I am attempting to set up a local testing environment. We’re using Couchbase in Docker for our local dev. The company I’ve begun working for doesn’t have any automated testing, and the testing they do have runs against their dev db. This is causing problems and occasionally breaks a devs db unexpectedly. We are working in Ruby and using the Ruby SDK, for reference.
The other problem I have is that our bucket names are most often hard-coded in the DB. So, it would be a large lift (and fairly risky) to go through our codebase and attempt to move all of our bucket names to env variables.
The solution I figured would be easiest is to have two different couchbase containers - one for dev and one for test - and just point our test env at the test cluster and otherwise each cluster (dev and test) could be entirely identical. I’ve been trying to accomplish this with HAProxy, but having a lot of issues. It seems like there’s something about it that Couchbase doesn’t like.
My idea was to use HAProxy to have something like “localhost/dev” and “localhost/test”. However, whenever I attempt to set that up, couchbase issues a 404. If I set up HAProxy to forward traffic directly to one of the servers, that seems to work though.
So, I guess I have a few questions.
- What is the ‘right’ way to do this? Should we just be doing this with buckets, and the fact that our buckets are hardcoded is a problem?
- Does anyone know what might be going on with HAProxy that couchbase doesn’t like?
Edit: Oh, one additional note. Our first thought was to just expose all the necessary ports and remap them, avoiding HAProxy altogether. It seems like there are some ports that are searched for by either phoning home or the RubySDK though, and so they only work for one container. Remapping those ports just causes errors.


## What the exercise asks
Go through the listing below and say how many lines contain "Goods"; write nothing but the number.

(Supplied data)

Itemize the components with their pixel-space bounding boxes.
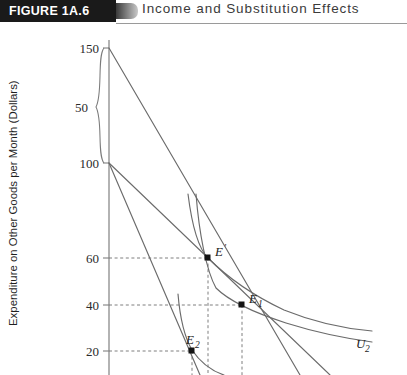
point-label-e2-text: E <box>185 332 194 347</box>
figure-container: FIGURE 1A.6 Income and Substitution Effe… <box>0 0 407 375</box>
point-label-e2-sub: 2 <box>195 340 200 350</box>
header-divider <box>116 23 407 24</box>
curve-label-u2: U 2 <box>356 336 370 354</box>
y-tick-label-150: 150 <box>80 41 100 56</box>
point-label-e2: E 2 <box>185 332 200 350</box>
brace-label-50: 50 <box>75 100 88 115</box>
figure-header: FIGURE 1A.6 Income and Substitution Effe… <box>0 0 407 26</box>
point-label-e-prime-sub: ' <box>224 243 227 253</box>
y-tick-label-20: 20 <box>86 344 99 359</box>
y-tick-label-100: 100 <box>80 156 100 171</box>
y-axis-ticks <box>103 48 109 351</box>
point-label-e-prime-text: E <box>214 244 223 259</box>
point-label-e-prime: E ' <box>214 243 227 259</box>
point-marker-e-prime <box>205 255 211 261</box>
indifference-curve-u1 <box>188 194 372 331</box>
point-marker-e2 <box>189 348 195 354</box>
y-tick-label-60: 60 <box>86 251 99 266</box>
point-label-e1: E 1 <box>248 291 263 309</box>
figure-tab-shadow-decoration <box>116 3 138 19</box>
budget-line-150 <box>109 48 300 375</box>
indifference-curve-u2 <box>196 194 372 342</box>
figure-number-box: FIGURE 1A.6 <box>0 0 116 22</box>
chart-plot-area: Expenditure on Other Goods per Month (Do… <box>0 26 407 375</box>
y-tick-label-40: 40 <box>86 298 99 313</box>
point-marker-e1 <box>239 302 245 308</box>
figure-title: Income and Substitution Effects <box>142 1 360 16</box>
y-axis-title: Expenditure on Other Goods per Month (Do… <box>7 80 19 326</box>
point-label-e1-text: E <box>248 291 257 306</box>
curve-label-u2-sub: 2 <box>365 344 370 354</box>
indifference-curve-lower <box>178 294 224 375</box>
income-effect-brace <box>96 48 104 163</box>
figure-number-label: FIGURE 1A.6 <box>9 4 89 18</box>
point-label-e1-sub: 1 <box>258 299 263 309</box>
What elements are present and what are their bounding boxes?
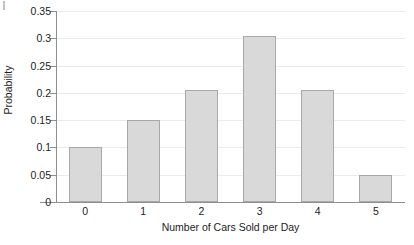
bar [127,120,160,202]
x-axis-title: Number of Cars Sold per Day [56,221,405,233]
y-tick-label: 0.35 [0,6,51,17]
y-axis-line [56,11,57,203]
x-axis-line [40,202,405,203]
bar [185,90,218,202]
x-tick-label: 0 [65,206,105,217]
bar [69,147,102,202]
x-tick-label: 2 [181,206,221,217]
x-tick-label: 1 [123,206,163,217]
bar [359,175,392,202]
plot-area [56,11,405,202]
bar [301,90,334,202]
y-tick-label: 0.05 [0,170,51,181]
bars-layer [56,11,405,202]
x-tick-label: 3 [240,206,280,217]
y-axis-title: Probability [2,35,14,145]
bar [243,36,276,202]
y-tick-label: 0 [0,197,51,208]
x-tick-label: 5 [356,206,396,217]
bar-chart: 00.050.10.150.20.250.30.35 012345 Probab… [0,0,414,245]
x-tick-label: 4 [298,206,338,217]
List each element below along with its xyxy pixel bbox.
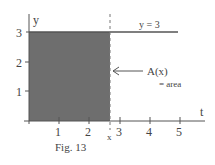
x-tick-label-4: 4 (146, 125, 152, 139)
x-axis-label: t (200, 105, 204, 119)
line-label: y = 3 (139, 19, 160, 30)
y-axis-label: y (33, 13, 39, 27)
x-tick-label-2: 2 (85, 125, 91, 139)
annotation-sublabel: = area (159, 79, 181, 89)
y-tick-label-3: 3 (16, 26, 22, 40)
x-marker-label: x (107, 132, 112, 142)
x-tick-label-1: 1 (55, 125, 61, 139)
y-tick-label-1: 1 (16, 85, 22, 99)
annotation-label: A(x) (147, 65, 168, 78)
shaded-area-region (29, 32, 110, 121)
y-tick-label-2: 2 (16, 56, 22, 70)
x-tick-label-3: 3 (116, 125, 122, 139)
figure-caption: Fig. 13 (55, 141, 87, 153)
x-tick-label-5: 5 (176, 125, 182, 139)
area-diagram: y t 3 2 1 1 2 3 4 5 x y = 3 A(x) = area … (0, 0, 215, 165)
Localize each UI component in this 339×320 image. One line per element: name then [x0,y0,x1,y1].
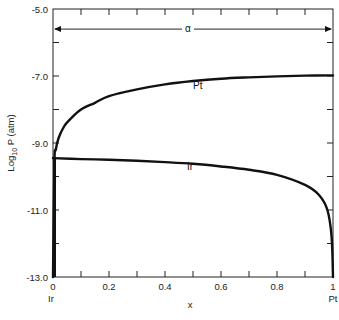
curve-label-ir: Ir [187,161,194,172]
alpha-label: α [185,23,191,34]
annotation-layer: PtIrα [54,23,332,172]
curve-ir [53,158,333,277]
chart: 00.20.40.60.81-5.0-7.0-9.0-11.0-13.0 PtI… [0,0,339,320]
x-end-label-pt: Pt [329,293,338,304]
x-tick-label: 0 [50,281,55,292]
tick-labels: 00.20.40.60.81-5.0-7.0-9.0-11.0-13.0 [26,4,335,293]
arrowhead-right-icon [325,26,332,32]
plot-border [53,9,333,277]
x-tick-label: 0.6 [214,281,227,292]
y-tick-label: -9.0 [32,138,48,149]
x-end-label-ir: Ir [48,293,54,304]
series-layer [53,75,333,277]
x-tick-label: 1 [330,281,335,292]
curve-pt [53,75,333,277]
x-tick-label: 0.8 [270,281,283,292]
curve-label-pt: Pt [193,80,203,91]
x-axis-title: x [188,299,193,310]
y-tick-label: -5.0 [32,4,48,15]
plot-frame [53,9,333,277]
y-tick-label: -7.0 [32,71,48,82]
y-tick-label: -13.0 [26,272,48,283]
y-axis-title: Log10 P (atm) [5,114,18,171]
x-tick-label: 0.2 [102,281,115,292]
y-tick-label: -11.0 [27,205,48,216]
arrowhead-left-icon [54,26,61,32]
x-tick-label: 0.4 [158,281,171,292]
ticks [53,9,333,277]
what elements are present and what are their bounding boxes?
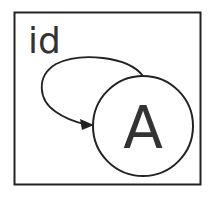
node-a-label: A <box>123 94 163 162</box>
arrowhead-icon <box>80 119 94 130</box>
frame-label: id <box>28 20 61 61</box>
diagram-canvas: id A <box>0 0 209 197</box>
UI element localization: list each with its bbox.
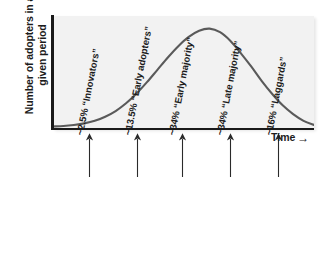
up-arrow-icon bbox=[226, 132, 235, 178]
up-arrow-icon bbox=[85, 132, 94, 178]
x-axis-label-text: Time bbox=[271, 131, 295, 143]
adoption-curve-figure: Number of adopters in a given period ~2.… bbox=[0, 0, 334, 269]
y-axis-label-line2: given period bbox=[36, 0, 49, 140]
category-arrow-4 bbox=[226, 132, 235, 178]
category-arrow-3 bbox=[178, 132, 187, 178]
x-axis-label: Time→ bbox=[271, 131, 309, 143]
up-arrow-icon bbox=[178, 132, 187, 178]
y-axis-label: Number of adopters in a given period bbox=[23, 0, 53, 140]
category-arrow-2 bbox=[133, 132, 142, 178]
y-axis-line bbox=[51, 15, 54, 130]
y-axis-label-line1: Number of adopters in a bbox=[23, 0, 35, 114]
category-arrow-1 bbox=[85, 132, 94, 178]
up-arrow-icon bbox=[133, 132, 142, 178]
right-arrow-icon: → bbox=[297, 133, 309, 143]
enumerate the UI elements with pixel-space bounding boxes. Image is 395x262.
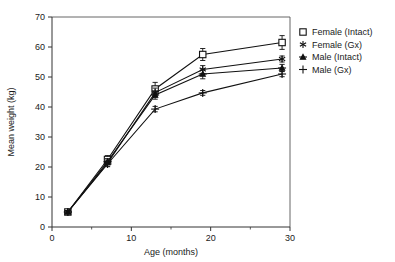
legend-item-label: Female (Gx)	[312, 40, 362, 50]
open-square-marker	[279, 39, 285, 45]
x-axis-title: Age (months)	[144, 247, 198, 257]
y-axis-tick-label: 20	[35, 162, 45, 172]
x-axis-tick-label: 20	[206, 233, 216, 243]
legend-item-label: Male (Intact)	[312, 52, 362, 62]
y-axis-tick-label: 0	[40, 222, 45, 232]
y-axis-tick-label: 70	[35, 12, 45, 22]
data-point-legend-0	[300, 29, 306, 35]
y-axis-tick-label: 10	[35, 192, 45, 202]
open-square-marker	[300, 29, 306, 35]
y-axis-tick-label: 60	[35, 42, 45, 52]
y-axis-tick-label: 30	[35, 132, 45, 142]
x-axis-tick-label: 30	[285, 233, 295, 243]
data-point-0-4	[279, 39, 285, 45]
data-point-0-3	[200, 51, 206, 57]
y-axis-tick-label: 40	[35, 102, 45, 112]
legend-item-label: Male (Gx)	[312, 65, 352, 75]
x-axis-tick-label: 10	[126, 233, 136, 243]
y-axis-title: Mean weight (kg)	[6, 87, 16, 156]
growth-curve-chart: 0102030 010203040506070 Female (Intact)F…	[0, 0, 395, 262]
open-square-marker	[200, 51, 206, 57]
x-axis-tick-label: 0	[49, 233, 54, 243]
legend-item-label: Female (Intact)	[312, 27, 373, 37]
chart-figure: 0102030 010203040506070 Female (Intact)F…	[0, 0, 395, 262]
y-axis-tick-label: 50	[35, 72, 45, 82]
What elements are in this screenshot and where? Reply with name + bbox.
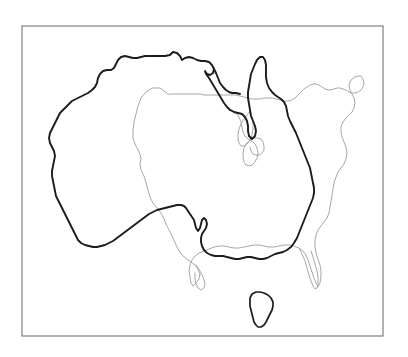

(End Supplied data)

## Solution below
2